After experimenting with different retrieval strategies and hitting the limits of traditional RAG systems, I’ve come to believe that Agentic RAG isn’t just a new feature; it’s a fundamental shift in building context-aware AI systems. It bridges the gap between static retrieval and real-world problem solving, where data is messy, context is scattered, and goals aren’t always clearly defined in a single prompt.

The flexibility and reasoning capability offered by agentic workflows bring a new level of adaptability that enterprise environments demand. It’s no longer about retrieving information, but about understanding how and why to retrieve it, and then acting on it with autonomy.

With Qodo’s implementation, I’ve seen this shift play out in theory and practice, debugging multi-service issues, automating refactor workflows, and even generating complete PR guides with test integrity checks.

FAQs

Which AI code assistants offer deep context search and refactoring support for large enterprises?

Most AI assistants are limited to snippet-level completions, but Qodo is designed to handle deep context across large, complex codebases. It can search across repositories, apply organizational standards, and provide structured refactoring suggestions that scale with enterprise needs.

What are good alternatives for basic AI context handling systems?

While lightweight copilots work for single-file tasks, enterprises need deeper context awareness. Qodo is a strong alternative because it embeds cross-repo intelligence, integrates with GitHub and CI/CD workflows, and adapts to team-specific best practices, something basic systems cannot provide.

How does LangGraph MCP (Model Context Protocol) relate to context management in assistants?
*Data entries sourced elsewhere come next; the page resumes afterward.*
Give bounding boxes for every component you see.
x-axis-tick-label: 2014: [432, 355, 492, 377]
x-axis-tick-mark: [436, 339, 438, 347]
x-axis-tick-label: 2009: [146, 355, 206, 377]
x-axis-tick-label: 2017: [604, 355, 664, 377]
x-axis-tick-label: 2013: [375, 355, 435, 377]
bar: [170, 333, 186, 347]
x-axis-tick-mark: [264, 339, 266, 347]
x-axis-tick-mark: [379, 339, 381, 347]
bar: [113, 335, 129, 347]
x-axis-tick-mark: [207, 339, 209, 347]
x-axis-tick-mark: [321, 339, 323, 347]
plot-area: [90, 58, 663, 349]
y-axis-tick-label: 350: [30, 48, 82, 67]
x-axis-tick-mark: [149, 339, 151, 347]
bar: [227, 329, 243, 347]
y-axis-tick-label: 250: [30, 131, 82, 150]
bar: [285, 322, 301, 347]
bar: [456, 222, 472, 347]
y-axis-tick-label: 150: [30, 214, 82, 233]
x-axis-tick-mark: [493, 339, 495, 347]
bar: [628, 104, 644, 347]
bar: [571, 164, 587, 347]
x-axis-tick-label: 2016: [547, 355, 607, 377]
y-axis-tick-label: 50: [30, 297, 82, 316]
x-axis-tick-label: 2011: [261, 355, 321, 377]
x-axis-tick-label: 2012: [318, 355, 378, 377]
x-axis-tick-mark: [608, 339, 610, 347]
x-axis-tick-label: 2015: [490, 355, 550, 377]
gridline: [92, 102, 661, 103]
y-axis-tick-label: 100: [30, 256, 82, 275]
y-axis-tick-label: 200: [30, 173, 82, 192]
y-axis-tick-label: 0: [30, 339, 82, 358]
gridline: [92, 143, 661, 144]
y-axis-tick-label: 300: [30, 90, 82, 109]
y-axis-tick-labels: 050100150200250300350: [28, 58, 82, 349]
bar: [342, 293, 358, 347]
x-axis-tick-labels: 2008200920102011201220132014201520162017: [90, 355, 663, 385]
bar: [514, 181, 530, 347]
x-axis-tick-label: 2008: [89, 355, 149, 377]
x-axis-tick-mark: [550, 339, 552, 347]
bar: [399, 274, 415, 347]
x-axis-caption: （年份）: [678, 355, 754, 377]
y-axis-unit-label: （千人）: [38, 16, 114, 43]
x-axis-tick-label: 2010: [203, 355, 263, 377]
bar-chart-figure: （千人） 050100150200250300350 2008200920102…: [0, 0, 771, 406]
Protocols like MCP are important for structuring how models exchange context, but on their own, they don’t provide enterprise-ready workflows. Qodo takes the concept further by embedding context directly into IDEs, Git workflows, and PR reviews, giving teams a practical layer of context engineering built for production environments.

What are the current approaches to deep cross-repo autocomplete?
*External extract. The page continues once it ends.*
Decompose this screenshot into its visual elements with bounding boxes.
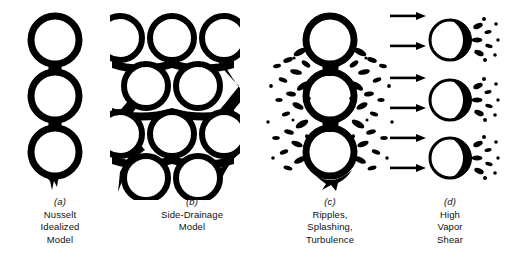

Some assistants attempt token-level scaling, but this often leads to performance trade-offs. Qodo uses a shared knowledge model that dynamically refreshes repo context, allowing autocomplete to draw from the latest code across services without overwhelming the developer with irrelevant suggestions.
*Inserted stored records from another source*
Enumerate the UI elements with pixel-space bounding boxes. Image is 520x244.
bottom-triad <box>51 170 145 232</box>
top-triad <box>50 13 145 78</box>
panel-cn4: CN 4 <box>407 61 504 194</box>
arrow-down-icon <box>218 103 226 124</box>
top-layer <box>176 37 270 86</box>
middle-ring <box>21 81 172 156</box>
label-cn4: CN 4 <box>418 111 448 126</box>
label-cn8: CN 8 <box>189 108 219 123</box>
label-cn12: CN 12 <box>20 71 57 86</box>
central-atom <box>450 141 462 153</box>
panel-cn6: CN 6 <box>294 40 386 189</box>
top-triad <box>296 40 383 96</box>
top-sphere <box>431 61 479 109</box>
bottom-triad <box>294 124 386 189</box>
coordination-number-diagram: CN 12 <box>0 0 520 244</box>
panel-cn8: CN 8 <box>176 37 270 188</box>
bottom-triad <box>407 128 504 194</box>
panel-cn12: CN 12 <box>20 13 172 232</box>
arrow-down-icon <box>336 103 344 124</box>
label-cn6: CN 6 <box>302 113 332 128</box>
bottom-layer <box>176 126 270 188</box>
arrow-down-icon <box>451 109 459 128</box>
How do AI assistants like Qodo build and refresh code context at scale?

Qodo continuously indexes repositories, development history, and team-wide conventions. As code changes, it refreshes this context dynamically, ensuring that reviews, autocomplete suggestions, and refactoring guidance reflect the most recent state of the project. This gives teams confidence that context-aware automation won’t fall out of sync with their codebase.

What are the best AI coding assistants for PHP that maintain context and consistency?

Many assistants lack a deep understanding of dynamic languages like PHP, especially in large frameworks. Qodo stands out by applying organization-wide context, handling dependencies across repos, and generating consistent refactoring or test suggestions for PHP projects at enterprise scale.

How does Retrieval-Augmented Generation (RAG) fit into context engineering?

RAG extends context engineering by combining repository indexing with on-demand retrieval from knowledge stores, documentation, and previous code history. For example, Qodo uses RAG-driven enrichment to surface relevant patterns and standards during code review or generation. We’ve explored this in more detail in our article on Context Engineering for Developers.